While people from majority Muslim countries were subject to “special registration” (in 2002 and 2003 non-US citizens, including "Green Card Holders," from Iran, Iraq, Syria, Libya, and Sudan had to report to special centers to give fingerprints, photographs, and biographical details), people from south of the border had to worry whether their employers would try to steal their wages (employers not paying for work done, believing undocumented people had no legal rights or would be too scared to report); whether walking or driving would land them in a mobile detention center until they proved their status (or if they would ever see their family members again if they could not prove their status); whether failing to hear from a friend or family member meant they were busy, dumped at the border, or dead; and whether it was worth it to call the police if they were victims of, or witnesses to, a crime.

Let's not forget the Native American community who are often mistaken for anything but "native American." Unlike the other targeted minority groups in history, Native Americans have never made it out of the social dungeon. They constantly hear "go back to your country." [Not sure whether to laugh or cry on that one.] And that is not even the worst thing they hear.
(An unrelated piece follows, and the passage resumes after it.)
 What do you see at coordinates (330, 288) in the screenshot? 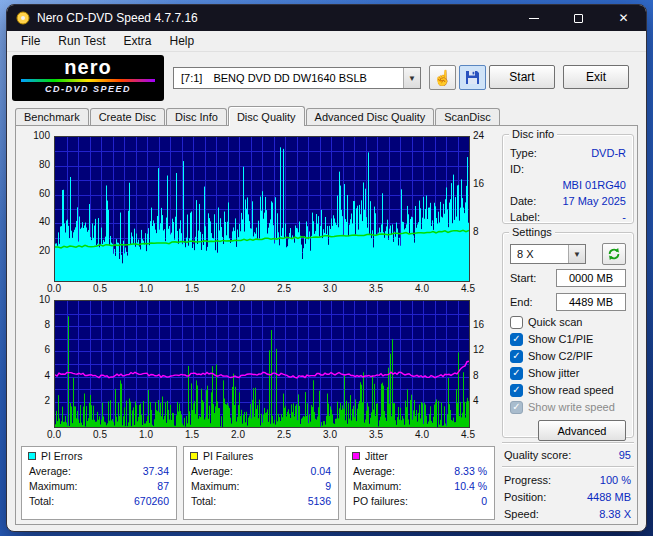
I see `axis-tick-label: 3.0` at bounding box center [330, 288].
Yes there are people advocating for yet another "special registration" for Muslims. Yes there are people advocating Muslim ID badges. Yes there are people advocating the detention of Muslims in mass. Yes there are haters verbally and physically attacking Muslims and Muslim institutions.

But every brown person is feeling the heat these days - even people who are not brown but have some other characteristic that makes them look like an “other.”  In Canada a lady was attacked for wearing a winter scarf because someone thought it was a religious scarf. A Hindu Temple was vandalized because someone probably thought it was a Mosque. An Uber driver, and Christian immigrant, was attacked by a passenger who thought he was Muslim.  There are countless other stories that did and did not make it in the media.

Groups are also suffering from a less direct backlash.  Are you paying attention to the sudden desire to roll back women's liberation? (dress codes requiring girls dress in a way that "does not distract from boys' education"; the dissection of what rape "really is"). The movement to stop underpriviledged women's basic healthcare access from Planned Parenthood? The threat to basic social services for the poor, especially children? The threat to Social Security? The slide backwards on how HIV and AIDS victims are treated and viewed? The continued discrimination and attacks on the transgender population despite Caitlyn and the increase in acceptance of homosexuals?  The continued failure to address the needs of veterans?

A lot of people have their own life-threatening problems resulting from the extreme political landscape in the United States.

We as Muslims need to take a step back and realize we are not the only ones affected – and we need to stand with others in their time of need rather than just complaining because everyone is not standing with us. 

Just pick one. Any one. You and they will be glad you did.

That is how we live Islam. That is how we represent Islam. 

And though I understand Muslims feel pressured to individually condemn ISIS and terrorism, and there is nothing wrong with doing so, recognizing and standing with others in their time of need will always be more effective in demonstrating the beauty of Islam than all the articles, memes, tweets, and hashtags combined.



* Unfortunately, “Mexican” is the catch-all phrase for everyone south of the border, and too many people seem to believe that the entire undocumented population is “Mexican.”

1 comment:

  1. Following Sept 11 in Florida and generally speaking east and south coast, I found Hispanic people are sypmathatic with Muslims while complete opposite, punishing, and hatred from Afro-Americans !! I then decided to transfer to Oregon State University where I found the lovely Americans I knew and as if there was no Sept 11 happened. It was timely decision unlike those who left the US completely because they felt unsafe.